SALVAGING THE PLIGHT OF TELECOM CONSUMERS
According to Wikipedia, the consumer is the one who pays to consume goods and services produced. As such, consumers play a vital role in the economic system of a nation. Simply stated, consumer is an individual that buys products or services for personal use only and not for manufacture or resale. Without the consumer’s demand or patronage, producers would lack one of the key motivations to produce. The consumer also forms strategic part of the distribution chain in the overall economy. Succinctly put, the consumer is the end of production cum distribution network; without which there cannot be producers/providers. Every buoyant economy rises and falls on the actions and reactions of the consumer.
Narrowing it down to telecommunications sector, especially as it affects Nigeria, telecom consumer is one of the major determinants propelling the growth of the telecommunication industry. With a base of over 154 million subscribers, the Nigerian consumers dominate the African telecommunication landscape. The consumers provide the revenues that Mobile Network Operators (MNOs) needed to keep moving. Yet they do not get the best satisfaction when it comes to services. In 2015, Nigerian telecom consumers coughed out a whopping $5.6 billion, which was spent on telecommunication services alone. In 2016, it was topped up by another $1 billion, making it a total of $6.6 billion.
After a long period of neglect and exploitation, finally the Nigerian telecom consumers have gotten the required recognition from the telecommunication regulatory agency—the NCC. March 15, 2017, the Nigerian Communications Commission historically declared the year 2017 as year to focus on the warfare of Nigerian subscribers. The essence of the declaration is to highlight the plight of the consumers, as regards poor quality of services being rendered to them by MNOs and proffer solutions to them. Unsolicited messages, illegal deductions from consumers’ credit, infuriating menace of robotic calls, poor quality of service, charges for unrequested services like caller tunes, call drops, unfriendly internet data plan packages, and so on have become excruciating pains and challenges on the part of subscribers.
Declaration of 2017 as year of Nigerian Telecom Consumer will go a long way to restore the confidence of the telecom subscribers in the ability of the commission to protect its rights and privileges, which is in line with the mandate of the consumer affairs bureau of the NCC, which is: “To ensure the protection of the rights, privileges and interests of telecommunications consumers, including the physically challenged groups through adequate information dissemination programmes; as well as effective policies and strategies that promote effective and qualitative telecoms service delivery.”
There is no doubt that some of the MNOs have defaulted on their primary responsibilities - to provide qualitative telecommunications services to Nigerian consumers. The poor network coverage has remained a reoccurring decimal. Even when the NCC has provided do-not-disturb (DND) code to enable consumers control the menace of unsolicited messages, by sending it to 2442, it is yet to abate. Exorbitant charges for services not rendered, or requested has been a piece of bone in the throat of telecom consumers. A situation where MNOs imposed unsolicited caller tunes on the consumers, and still deduct money from them as fees for these tunes leaves much to be desired. Inadequate telecom infrastructure, especially in the rural areas has contributed immensely to poor network coverage.
Apart from making complaints via the NCC’s designated line of 622, telecom consumers on the street want a system put in place by the NCC that automatically reverses unjustifiable deductions on their airtime, without having to embark on bureau- cratic voyage of reporting to the consumer affairs bureau of the NCC, or complaint commission. The banking sector model, where Automated Teller Machines (ATMs) immediately reverses unpaid debt alert, should be emulated in the telecommunication sector, as part of regulatory measures put in place to protect the telecom consumers.
How many telecom consumers will start calling the NCC’s complaint line 622 because their network operators short-changed them of N50, for unsolicited caller tunes? How many of the telecom consumers are observant or literate enough to know when they have been exploited? What will telecom consumer do if at the end of the month he has not been able to exhaust his one-month data plan due to poor quality of internet services, and the hosting network operator insists that he recharges his data plan before the remaining data will be rolled over, or allowed to expire with the month? What stops the network service providers from rolling over subscriptions to the next month, especially any period there is epileptic internet service? These are thought provoking questions racing through the minds of telecom consumers.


> Work to be completed: Whenever a line below holds the word "plus", copy that line.

> Information given:
┌──

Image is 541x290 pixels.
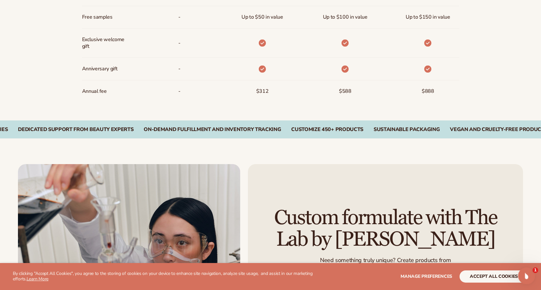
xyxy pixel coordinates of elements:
span: Up to $50 in value [242,11,283,23]
h2: Custom formulate with The Lab by [PERSON_NAME] [266,207,505,250]
iframe: Intercom live chat [519,267,536,284]
span: Manage preferences [401,273,453,279]
span: - [178,63,181,75]
span: Up to $150 in value [406,11,451,23]
div: SUSTAINABLE PACKAGING [374,126,440,133]
div: Dedicated Support From Beauty Experts [18,126,134,133]
button: accept all cookies [460,270,529,282]
span: $312 [256,85,269,97]
a: Learn More [27,276,48,282]
div: On-Demand Fulfillment and Inventory Tracking [144,126,281,133]
span: Anniversary gift [82,63,118,75]
span: - [178,11,181,23]
span: Exclusive welcome gift [82,34,125,52]
span: $588 [339,85,352,97]
span: 1 [533,267,539,273]
p: By clicking "Accept All Cookies", you agree to the storing of cookies on your device to enhance s... [13,271,317,282]
span: Annual fee [82,85,107,97]
p: Need something truly unique? Create products from [320,256,451,264]
span: Up to $100 in value [323,11,368,23]
span: - [178,37,181,49]
div: CUSTOMIZE 450+ PRODUCTS [291,126,364,133]
span: $888 [422,85,435,97]
span: - [178,85,181,97]
span: Free samples [82,11,113,23]
button: Manage preferences [401,270,453,282]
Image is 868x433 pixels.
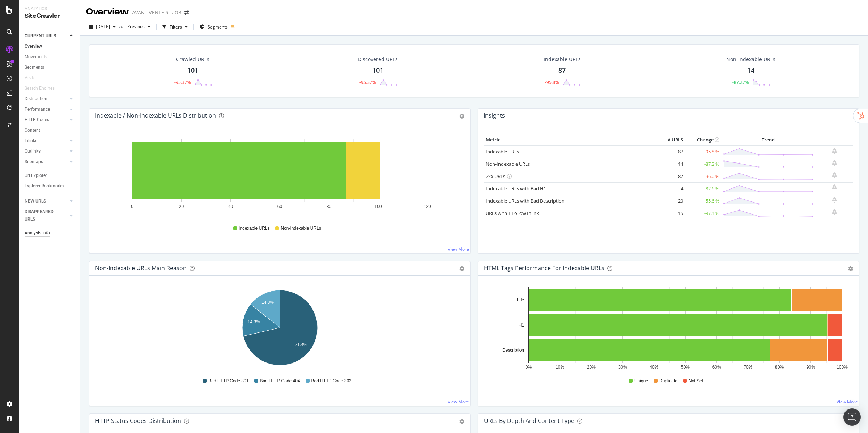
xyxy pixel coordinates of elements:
text: 80 [327,204,331,209]
div: 101 [373,66,383,75]
div: gear [459,114,464,119]
button: [DATE] [86,21,119,32]
a: View More [448,246,469,252]
span: 2025 Sep. 10th [96,23,110,29]
text: Description [503,347,524,352]
div: Inlinks [25,137,37,145]
div: Non-Indexable URLs Main Reason [95,265,187,272]
div: -95.8% [545,79,559,86]
div: -95.37% [360,79,376,86]
div: Segments [25,64,44,71]
div: SiteCrawler [25,12,74,20]
div: gear [459,266,464,271]
div: gear [459,419,464,424]
a: Movements [25,53,75,61]
div: 14 [747,66,755,75]
text: 40 [228,204,233,209]
div: Content [25,126,40,134]
div: Outlinks [25,147,41,155]
th: Trend [721,135,815,145]
a: 2xx URLs [486,173,506,180]
div: 101 [188,66,198,75]
div: Performance [25,105,50,113]
div: bell-plus [832,172,837,178]
div: Non-Indexable URLs [726,55,776,63]
span: Not Set [689,378,703,384]
div: Explorer Bookmarks [25,182,64,189]
div: Overview [86,6,129,18]
div: A chart. [484,287,853,371]
div: bell-plus [832,196,837,202]
text: 120 [423,204,431,209]
text: 20 [179,204,184,209]
div: Analysis Info [25,229,50,237]
a: Non-Indexable URLs [486,161,530,167]
text: 80% [775,364,784,370]
th: # URLS [657,135,685,145]
div: bell-plus [832,185,837,190]
a: Outlinks [25,147,67,155]
td: 15 [657,207,685,219]
div: CURRENT URLS [25,32,56,40]
button: Segments [197,21,231,32]
div: Analytics [25,6,74,12]
text: 10% [555,364,565,370]
td: 14 [657,158,685,170]
td: -87.3 % [685,158,721,170]
text: 100 [374,204,382,209]
div: Crawled URLs [176,55,209,63]
a: DISAPPEARED URLS [25,208,67,223]
text: 14.3% [261,300,274,305]
text: 30% [619,364,627,370]
div: HTTP Status Codes Distribution [95,417,181,424]
div: 87 [558,66,566,75]
td: 20 [657,194,685,207]
a: NEW URLS [25,197,67,205]
td: -82.6 % [685,182,721,194]
svg: A chart. [95,135,464,218]
div: Movements [25,53,47,61]
div: Filters [170,24,182,30]
button: Previous [124,21,153,32]
text: 60 [277,204,282,209]
div: -95.37% [174,79,190,86]
span: vs [119,23,124,29]
div: bell-plus [832,160,837,166]
span: Bad HTTP Code 302 [312,378,352,384]
a: Indexable URLs with Bad Description [486,197,565,204]
text: H1 [519,323,525,328]
div: Search Engines [25,85,55,92]
a: Inlinks [25,137,67,145]
th: Metric [484,135,657,145]
a: Analysis Info [25,229,75,237]
text: 60% [713,364,721,370]
text: 0% [526,364,532,370]
div: DISAPPEARED URLS [25,208,61,223]
text: 70% [744,364,753,370]
span: Bad HTTP Code 404 [260,378,300,384]
div: NEW URLS [25,197,46,205]
a: CURRENT URLS [25,32,67,40]
td: 87 [657,170,685,182]
td: -97.4 % [685,207,721,219]
text: 90% [807,364,815,370]
td: 87 [657,145,685,158]
td: 4 [657,182,685,194]
text: 0 [131,204,133,209]
a: Segments [25,64,75,71]
text: 20% [587,364,596,370]
a: Content [25,126,75,134]
div: HTTP Codes [25,116,49,124]
td: -95.8 % [685,145,721,158]
text: 40% [650,364,659,370]
div: Sitemaps [25,158,43,166]
span: Previous [124,23,145,29]
span: Segments [208,24,228,30]
div: Url Explorer [25,172,47,180]
text: 100% [837,364,848,370]
a: Performance [25,105,67,113]
div: Visits [25,74,35,81]
text: Title [516,297,525,302]
div: bell-plus [832,209,837,215]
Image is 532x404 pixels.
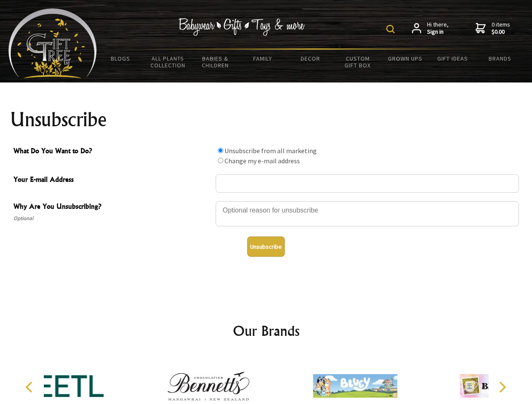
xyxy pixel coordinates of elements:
[493,378,511,397] button: Next
[13,174,211,187] span: Your E-mail Address
[381,50,429,67] a: Grown Ups
[97,50,145,67] a: BLOGS
[13,213,211,223] span: Optional
[10,109,522,129] h1: Unsubscribe
[427,28,449,36] strong: Sign in
[334,50,381,74] a: Custom Gift Box
[491,21,510,36] span: 0 items
[412,21,449,36] a: Hi there,Sign in
[215,174,519,193] input: Your E-mail Address
[217,158,223,163] input: What Do You Want to Do?
[491,28,510,36] strong: $0.00
[286,50,334,67] a: Decor
[217,148,223,153] input: What Do You Want to Do?
[427,21,449,36] span: Hi there,
[215,201,519,227] textarea: Why Are You Unsubscribing?
[386,25,395,33] img: product search
[13,145,211,158] span: What Do You Want to Do?
[9,9,97,78] img: Babyware - Gifts - Toys and more...
[179,18,305,36] img: Babywear - Gifts - Toys & more
[429,50,476,67] a: Gift Ideas
[239,50,287,67] a: Family
[225,147,317,155] label: Unsubscribe from all marketing
[145,50,192,74] a: All Plants Collection
[476,50,524,67] a: Brands
[191,50,239,74] a: Babies & Children
[21,378,39,397] button: Previous
[17,321,515,341] h2: Our Brands
[225,157,300,165] label: Change my e-mail address
[475,21,510,36] a: 0 items$0.00
[247,237,285,257] button: Unsubscribe
[13,201,211,213] span: Why Are You Unsubscribing?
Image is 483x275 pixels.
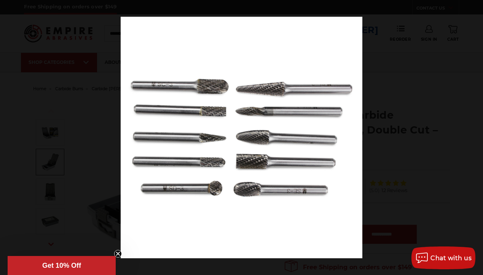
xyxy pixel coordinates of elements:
span: Chat with us [430,254,471,262]
div: Get 10% OffClose teaser [8,256,116,275]
img: CB-SET1-Carbide-Burr-double-cut-10pcs-bits-1-4-inch-shank__85061.1646257959.jpg [121,17,362,258]
button: Close teaser [114,250,122,257]
span: Get 10% Off [42,262,81,269]
button: Chat with us [411,246,475,269]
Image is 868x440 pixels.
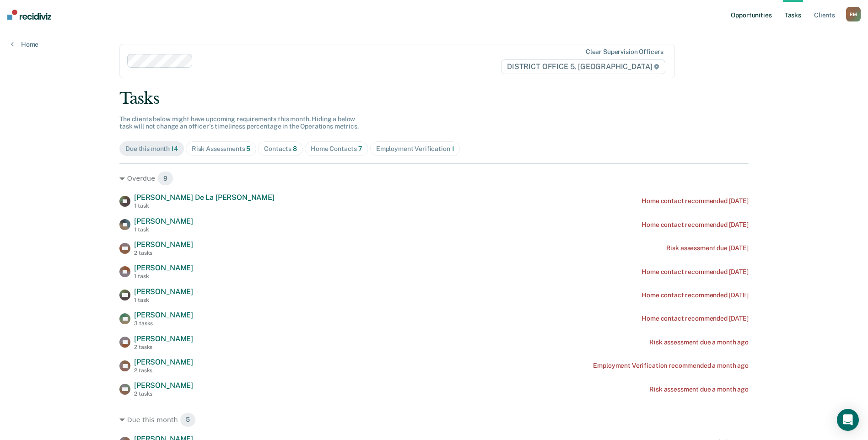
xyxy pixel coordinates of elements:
div: 1 task [134,274,193,279]
span: [PERSON_NAME] [134,382,193,390]
div: Risk assessment due a month ago [649,385,748,393]
span: [PERSON_NAME] De La [PERSON_NAME] [134,193,274,202]
div: Home contact recommended [DATE] [641,291,748,299]
span: [PERSON_NAME] [134,335,193,344]
span: [PERSON_NAME] [134,358,193,367]
div: Employment Verification recommended a month ago [593,362,748,370]
div: 2 tasks [134,391,193,397]
div: Home contact recommended [DATE] [641,269,748,275]
button: RM [846,7,860,21]
span: 14 [171,145,178,153]
div: Due this month 5 [120,413,748,427]
div: Home Contacts [310,145,362,153]
span: [PERSON_NAME] [134,217,193,226]
span: 8 [293,145,297,153]
div: Tasks [120,90,748,108]
div: 2 tasks [134,368,193,374]
div: 2 tasks [134,345,193,350]
div: Risk Assessments [192,145,251,153]
span: The clients below might have upcoming requirements this month. Hiding a below task will not chang... [120,115,359,130]
span: [PERSON_NAME] [134,264,193,273]
div: Home contact recommended [DATE] [641,198,748,205]
span: 7 [358,145,362,153]
div: 1 task [134,202,274,209]
div: Employment Verification [376,145,454,153]
div: Contacts [264,145,297,153]
div: Home contact recommended [DATE] [641,221,748,229]
span: [PERSON_NAME] [134,240,193,249]
div: Risk assessment due a month ago [649,339,748,347]
div: Overdue 9 [120,171,748,186]
span: [PERSON_NAME] [134,287,193,296]
div: R M [846,7,860,21]
span: 5 [180,413,196,427]
div: 1 task [134,297,193,304]
img: Recidiviz [8,10,52,19]
span: 9 [158,171,173,186]
div: Clear supervision officers [586,48,664,55]
div: 1 task [134,227,193,233]
a: Home [11,40,38,49]
span: 5 [246,145,250,153]
span: DISTRICT OFFICE 5, [GEOGRAPHIC_DATA] [501,59,666,74]
div: Risk assessment due [DATE] [667,244,748,252]
span: [PERSON_NAME] [134,311,193,319]
div: Open Intercom Messenger [837,409,858,431]
div: 3 tasks [134,320,193,327]
div: Due this month [126,145,178,153]
div: 2 tasks [134,250,193,256]
span: 1 [452,145,454,153]
div: Home contact recommended [DATE] [641,314,748,322]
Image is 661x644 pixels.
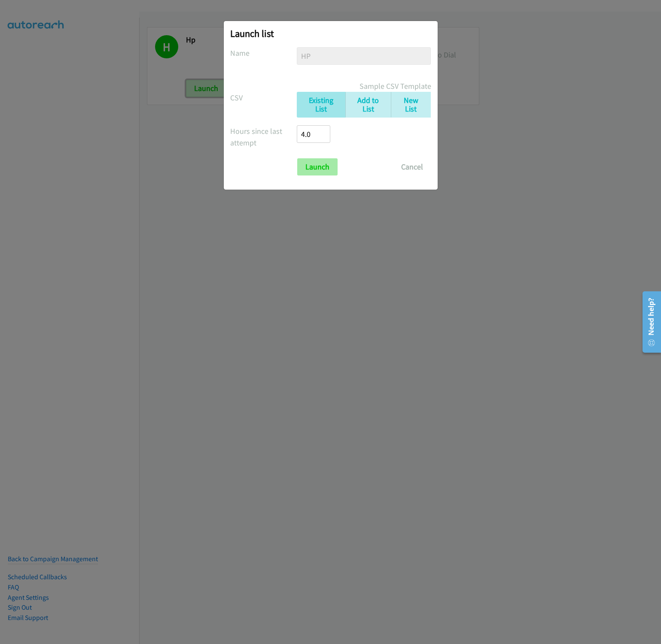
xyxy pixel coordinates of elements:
[230,125,297,149] label: Hours since last attempt
[359,80,431,92] a: Sample CSV Template
[297,92,345,118] a: Existing List
[345,92,391,118] a: Add to List
[297,158,338,176] input: Launch
[393,158,431,176] button: Cancel
[391,92,431,118] a: New List
[230,28,431,40] h2: Launch list
[636,288,661,356] iframe: Resource Center
[230,47,297,59] label: Name
[230,92,297,104] label: CSV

└──

> Exercise solution:
div: bell-plus [832,172,837,178]
div: bell-plus [832,196,837,202]
div: bell-plus [832,185,837,190]
div: bell-plus [832,160,837,166]
div: bell-plus [832,209,837,215]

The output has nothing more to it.